Holidays are so confusing! Labor Day shortened the work week and flipped Tuesday to the front of the line and now here we are wondering why the mail delivery is bulky and how come downtown Madison is suddenly so crowded (first day of University classes).
Well, no matter. It's a fresh week and everyone is well and we're moving into Fall quickly and energetically. Right?
(Spring starts with yellow daffodils and fall ends the season with... yellows again!)
Breakfast, right before the storm hit.
The storm was a meteorological event. I'm referring to the thunder and hail, pounding hail. I am not referring to the light rumble inside the farmhouse as Ed and I discussed a forthcoming trip -- a second longer escape that is to take place next week, except that no one has done any planning for it. No one has contacted the house sitter for animal care. No one has looked at hiking trails. No one has ordered camping food (even as at least one of us wants to camp).
I feel like Ed has exhausted his capacity for vacation getaways with that one overnight in Mineral Point back in August. Really, I think he is satiated. And indeed, he is in the thick of his designing project. When the weather is good, he is into moving dirt.
Moving dirt is a new idea and while I do not oppose it (the purpose is to extend a meadow to the east of the barn), I wouldn't have thought that it is a top priority and yet there he is, moving dirt and asking me if I have enough flower seeds for the new meadow space.
There is just so much to do here... -- he tells me. Don't I know it! That's why you do little vacations elsewhere -- to get away from stuff at home. To Ed, this makes no sense.

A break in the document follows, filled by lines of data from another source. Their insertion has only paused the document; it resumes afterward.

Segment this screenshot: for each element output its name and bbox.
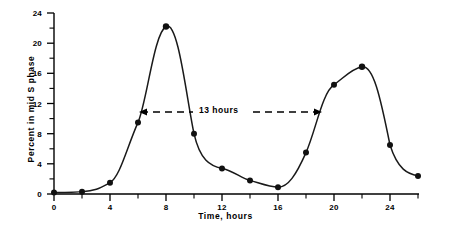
chart-figure: 0 4 8 12 16 20 24 0 4 8 12 16 20 24 Perc… bbox=[0, 0, 451, 230]
data-point bbox=[275, 184, 281, 190]
data-point bbox=[387, 142, 393, 148]
data-point bbox=[163, 23, 169, 29]
y-tick-label-24: 24 bbox=[16, 9, 42, 18]
data-point bbox=[303, 150, 309, 156]
y-axis-major-ticks bbox=[47, 13, 54, 194]
y-tick-label-0: 0 bbox=[16, 190, 42, 199]
data-point bbox=[51, 190, 57, 196]
data-point bbox=[247, 177, 253, 183]
data-point bbox=[359, 64, 365, 70]
data-point bbox=[415, 173, 421, 179]
span-annotation-label: 13 hours bbox=[196, 105, 241, 115]
x-axis-major-ticks bbox=[54, 194, 390, 201]
x-axis-title: Time, hours bbox=[0, 211, 451, 221]
data-point bbox=[331, 82, 337, 88]
data-point bbox=[79, 189, 85, 195]
y-axis-title: Percent in mid S phase bbox=[26, 34, 36, 184]
chart-plot-area bbox=[0, 0, 451, 230]
data-point bbox=[107, 180, 113, 186]
data-point bbox=[191, 131, 197, 137]
data-point bbox=[135, 119, 141, 125]
data-point bbox=[219, 165, 225, 171]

Home is where all the good stuff is.
We interrupt our non-planning when I set out to pick up Snowdrop at school.
Can I watch TV today? -- she asks.
Nope. Too much to do that's way better than TV.
But you said...! (oh those kid words! holding you to a promise never made!)

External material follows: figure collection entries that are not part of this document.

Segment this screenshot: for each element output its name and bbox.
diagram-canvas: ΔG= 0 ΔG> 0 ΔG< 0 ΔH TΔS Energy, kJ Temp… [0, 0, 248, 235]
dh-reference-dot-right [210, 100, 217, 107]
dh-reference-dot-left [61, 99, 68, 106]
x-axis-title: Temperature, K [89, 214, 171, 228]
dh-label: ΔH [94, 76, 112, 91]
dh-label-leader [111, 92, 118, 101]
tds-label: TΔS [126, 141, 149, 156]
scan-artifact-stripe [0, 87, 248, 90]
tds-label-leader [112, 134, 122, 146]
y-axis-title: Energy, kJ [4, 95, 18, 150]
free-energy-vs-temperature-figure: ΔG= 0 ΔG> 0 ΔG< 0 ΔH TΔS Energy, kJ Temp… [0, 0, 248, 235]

Not on Tuesdays, never on Tuesdays!
But shouldn't it be before Wednesdays?
Why? What's so special about Wednesdays? Here we are, ordering the days as if it mattered that one came early in the week, one came late.
Snowdrop has no answer to this and moves on to her next idea. Gaga, how do you make a day into a national holiday? I explain the legislative process to her. So how do we get Congress to pass a law on Pink Day? I so want to make June 4th Pink Day. With a parade. This discussion carries us all the way to the farmette.
... where (happily) thoughts of TV and Pink Day are quickly forgotten.
(At drop off I ask Sparrow how his day was and if he had friends. Any girls? Yes, I have lots of girl friends. And a few boys. Okay then!)
(And today in Chicago Primrose had her first day of school and I miss her...)
In the evening, Ed and I sidestep the topic of trips and vacations. I cook up a dinner of shrimp tacos, he pops corn. Sometimes it's best to just let things unfold without giving them a push in any particular direction.